The Mudcat Café TM
Thread #108389   Message #2255501
Posted By: Janie
06-Feb-08 - 08:09 PM
Thread Name: Folklore: supernatural gone from american songs
Subject: RE: Folklore: supernatural gone from american son
Superstition is one thing, but mysticism is somewhat different. I wonder if it is not so much secularism, as posited by Joe, or puritanism, but rather protestantism, where mysticism is a pretty rare attribute.   There is nothing mystical about the protestant Devil. He's simply a bad-ass. And while spirits and the daemons in the Old Country may have been frightening, I don't think they were always regarded as "the evil dominions of Satan."      Descended from ancient cultures that preceded the spread of Christianity, it seems there was (and is) a view that 'old magic' supernatural simply does not come entirely under the dominion of the Church.   

Also, think of all the legends and mythologies of the many different cultures and tribes who settled and conquered the British Isles in waves going back into prehistory, and how they became woven into the rites, beliefs and ceremonies of the Catholic church, and persisted, passed down through generations. They were also often often deeply associated with the land or specific areas, especially the mythical creatures.   There are little hidden places, and larger ones too, in the British Isles associated with the supernatural, the origins of which go back probably a thousand years or more. When the people of the British Isles moved across the ocean, they left their faeries, elves and leprechauns in the Old Country, for the most part, and didn't find new species of those fey beings here. Since they did not assimilate, in any way, with the native populations here, and since the cultures and mythologies of native Americans were so different, they also did not adopt or adapt, for the most part, any of the mystical or mythical elements of Native American mythologies or spiritualism.

New World immigrants no longer had the the daily reinforcement of their long cultural histories around them in force. Families were broken up, the keepers of the stories - the purveyors of these older traditions who passed them in not only in story and song, but in daily practice that socialized another generation to them, often did not make the journey across the ocean.    And if they did, think of the difference in the power and sense of realism between, "When I was just a lad, I saw the faeries dancing one night right by the spring hidden by Hadrian's Wall at the edge of the village. Be careful you stay away from there at night, Child", and "When I was lad in Scotland, I saw the faeries...."

The culture(s) of the British Isles did not cross the waters intact. In New World protestantism, the supernatural and magic were (are) nearly always regarded as the work of the Devil, that big Bad-Ass guy trying to trip you up. And the Devil is nearly always viewed as a trickster. And if you lose to the Devil, it's your own damn fault for not being 'good.'

So, being as the folk process involves, as others have said above, change, and usually change to reflect the meanings and values of whoever the current 'folk' are, it is not surprising that a good bit of the magical element has gone from the American derivatives of those old ballads.

Which is all an awful lot for some one to say who really knows nothing at all about the subject:>)

Having said all that, let me confess I don't know a thing about any of this.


● EXERCISE DESCRIPTION: Among the entries below, please show each line that carries the word "point".

====

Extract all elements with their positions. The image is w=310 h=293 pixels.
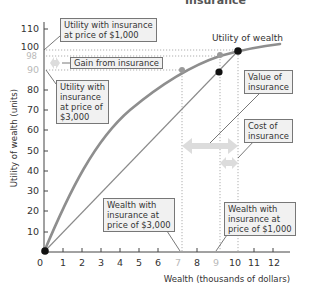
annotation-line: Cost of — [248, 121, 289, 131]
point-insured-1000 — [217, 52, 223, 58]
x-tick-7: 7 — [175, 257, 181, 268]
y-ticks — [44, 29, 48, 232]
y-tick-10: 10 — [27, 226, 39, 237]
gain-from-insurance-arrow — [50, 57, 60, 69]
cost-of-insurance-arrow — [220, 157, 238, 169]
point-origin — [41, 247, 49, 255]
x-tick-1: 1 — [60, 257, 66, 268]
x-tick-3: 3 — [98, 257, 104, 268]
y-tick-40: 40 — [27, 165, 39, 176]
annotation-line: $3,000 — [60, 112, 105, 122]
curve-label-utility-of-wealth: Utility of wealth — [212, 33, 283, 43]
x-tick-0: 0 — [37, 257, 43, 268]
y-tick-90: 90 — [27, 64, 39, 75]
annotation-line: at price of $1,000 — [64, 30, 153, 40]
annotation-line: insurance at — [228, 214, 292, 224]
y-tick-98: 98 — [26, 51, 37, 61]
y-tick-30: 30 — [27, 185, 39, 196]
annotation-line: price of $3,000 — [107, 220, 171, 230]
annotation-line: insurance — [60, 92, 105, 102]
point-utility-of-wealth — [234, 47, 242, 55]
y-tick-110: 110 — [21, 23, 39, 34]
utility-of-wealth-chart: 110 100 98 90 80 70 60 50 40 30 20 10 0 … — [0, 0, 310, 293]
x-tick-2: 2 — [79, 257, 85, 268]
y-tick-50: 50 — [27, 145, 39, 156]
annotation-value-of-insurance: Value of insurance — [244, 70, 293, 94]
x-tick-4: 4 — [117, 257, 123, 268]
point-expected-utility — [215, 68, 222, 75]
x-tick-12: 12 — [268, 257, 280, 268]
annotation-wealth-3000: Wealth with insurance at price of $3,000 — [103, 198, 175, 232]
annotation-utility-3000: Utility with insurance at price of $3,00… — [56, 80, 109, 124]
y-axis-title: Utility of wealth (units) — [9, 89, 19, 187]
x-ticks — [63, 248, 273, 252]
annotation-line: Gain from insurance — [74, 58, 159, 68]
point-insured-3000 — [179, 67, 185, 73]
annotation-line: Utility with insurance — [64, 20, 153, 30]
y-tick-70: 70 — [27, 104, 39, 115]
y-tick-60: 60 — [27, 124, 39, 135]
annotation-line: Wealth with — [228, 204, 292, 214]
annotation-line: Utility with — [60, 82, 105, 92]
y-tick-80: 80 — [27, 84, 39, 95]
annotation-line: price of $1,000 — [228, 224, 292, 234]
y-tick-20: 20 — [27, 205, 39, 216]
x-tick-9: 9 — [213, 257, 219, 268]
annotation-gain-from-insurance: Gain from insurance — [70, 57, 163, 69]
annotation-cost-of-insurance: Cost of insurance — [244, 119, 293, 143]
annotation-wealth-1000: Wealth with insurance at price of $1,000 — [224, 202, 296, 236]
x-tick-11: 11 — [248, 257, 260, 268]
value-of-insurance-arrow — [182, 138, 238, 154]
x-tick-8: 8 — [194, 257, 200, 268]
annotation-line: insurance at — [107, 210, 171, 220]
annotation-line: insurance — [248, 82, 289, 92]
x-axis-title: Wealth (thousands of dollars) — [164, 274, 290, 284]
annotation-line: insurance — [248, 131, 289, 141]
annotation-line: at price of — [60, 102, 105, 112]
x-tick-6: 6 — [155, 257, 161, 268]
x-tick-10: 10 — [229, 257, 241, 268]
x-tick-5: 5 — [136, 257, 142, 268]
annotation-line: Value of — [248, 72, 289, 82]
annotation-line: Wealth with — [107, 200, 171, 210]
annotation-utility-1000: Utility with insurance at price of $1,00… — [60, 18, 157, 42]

====

● RESULT OF THE TASK:
point-insured-1000 — [217, 52, 223, 58]
point-origin — [41, 247, 49, 255]
point-utility-of-wealth — [234, 47, 242, 55]
point-expected-utility — [215, 68, 222, 75]
point-insured-3000 — [179, 67, 185, 73]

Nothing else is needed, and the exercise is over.